Ernest Hemingway Quotes
You know that fiction, prose rather, is possibly the roughest trade of all in writing. You do not have the reference, the old important reference. You have the sheet of blank paper, the pencil, and the obligation to invent truer than things can be true. You have to take what is not palpable and make it completely palpable and also have it seem normal and so that it can become a part of experience of the person who reads it.
Ernest Hemingway
Quotes to Explore
Where you record is very important. It can't be too nice, it can't be too expensive, it can't have a view to an ocean or a field.
Madonna
Breakfast Club
Writing songs is an essential part of my life: my mother teaches piano, and I have inherited my grandparents' passion for music, especially from my grandfather Tommy, who was a great drummer. It's no coincidence that I play the drums best, but I am also good with the guitar and the piano.
Caleb Landry Jones
Writing 'William Shakespeare's Star Wars' was a fun exercise in mixing just the right amount of the Bard with just the right amount of everyone's favorite galaxy far, far away.
Ian Doescher
I just feel it's important to make sure that behind the scenes is as filled with diverse voices as in front of the scene is.
Larry Wilmore
It takes me a long time writing books. It takes me about five years to write a book, and when I'm done, the last thing I want to do is to do it again.
Naomi Klein
Then about 1951 I began writing again, painfully, a novel I called in the beginning A Life Sentence on Earth, but which developed into The Tree of Man.
Patrick White
Learning how to work and learning how to fail is important.
Jamie Moyer
I want to be a well-rounded, versatile performer.
Zac Efron
As in the sexual experience, there are never more than two persons present in the act of reading-the writer, who is the impregnator, and the reader, who is the resspondent.

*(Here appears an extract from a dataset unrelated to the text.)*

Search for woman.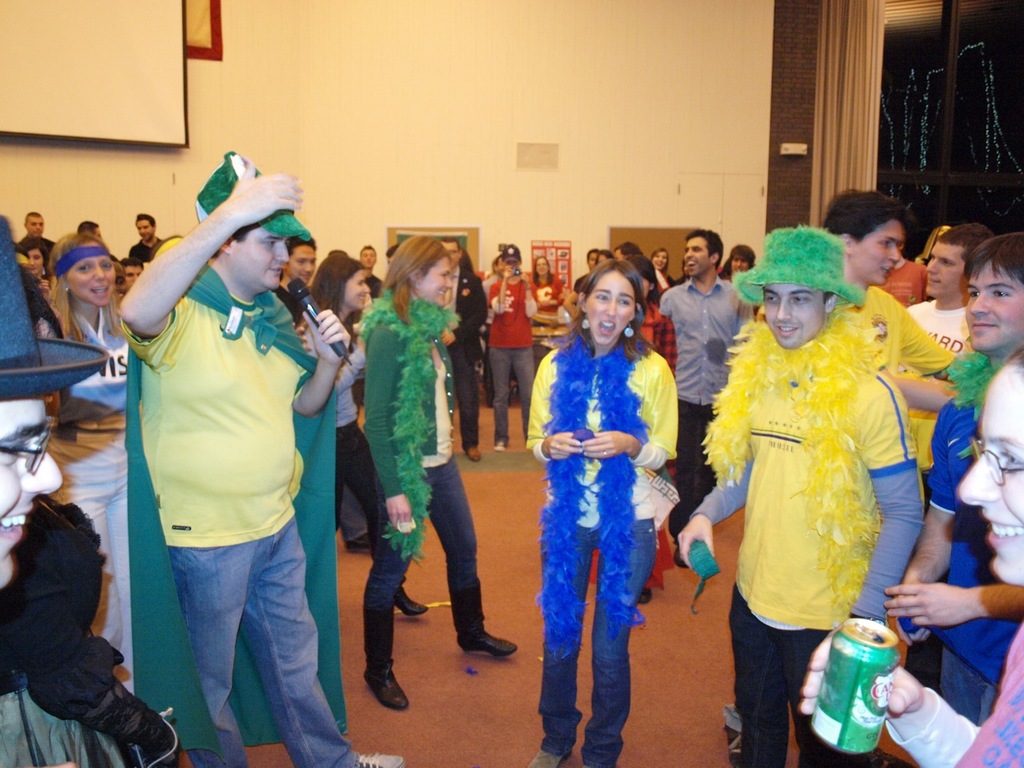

This gives the experience of reading a sublimity and power unequalled by any other form of communication.
E. B. White
You know that fiction, prose rather, is possibly the roughest trade of all in writing. You do not have the reference, the old important reference. You have the sheet of blank paper, the pencil, and the obligation to invent truer than things can be true. You have to take what is not palpable and make it completely palpable and also have it seem normal and so that it can become a part of experience of the person who reads it.